A person’s loss of smell could predict changes in regions of the brain important to detect Alzheimer’s disease and dementia, according to a study by researchers at the University of Chicago.

Co-authored by Professor Jayant M. Pinto, senior author of the study, the findings could prove significant for the more than 6 million Americans estimated to have Alzheimer’s disease for which there is no cure as yet.

Pinto and others studied 515 older adults over a long period of time and their findings could lead to smell-test screening to detect cognitive hearing earlier, a UChicago News report July 28, 2022, says.

“This study provides another clue to how a rapid decline in the sense of smell is a really good indicator of what’s going to end up structurally occurring in specific regions of the brain,” Pinto, a professor of surgery at the University who studies olfactory and sinus disease, is quoted saying in the report.

While the link between sense of smell and dementia has been known for a long time, Pinto and his team set out to detect if any changes in the brain coincided with loss of sense of smell and cognitive function.

“Our idea was that people with a rapidly declining sense of smell over time would be in worse shape – and more likely to have brain problems and even Alzheimer’s itself – than people who were slowly declining or maintaining a normal sense of smell,” said lead author Rachel Pacyna, a fourth-year medical student, in the news report.

Using data from Rush University’s Memory and Aging Project (MAP), Pinto and the team found changes in the brain linked to sense of smell loss.

“We were able to show that the volume and shape of grey matter in olfactory and memory-associated areas of the brains of people with rapid decline in their sense of smell were smaller compared to people who had less severe olfactory decline,” said Pinto.

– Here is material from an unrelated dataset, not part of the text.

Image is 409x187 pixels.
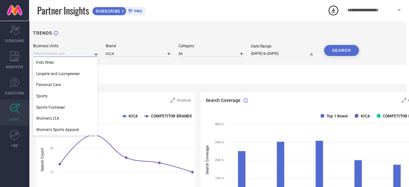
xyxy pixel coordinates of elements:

Pinto hopes these findings could be used to examine brain tissue for markers of Alzheimer’s. He also hopes to study the effectiveness of using smell tests in clinics in order to track older adults for signs of early dementia, so that new treatments can be found.

Earlier studies helmed by Pinto have examined the sense of smell’s link to declining health in older adults. His 2014 paper revealed older adults with no sense of smell were three times more likely to die within five years, the UChicago News report said.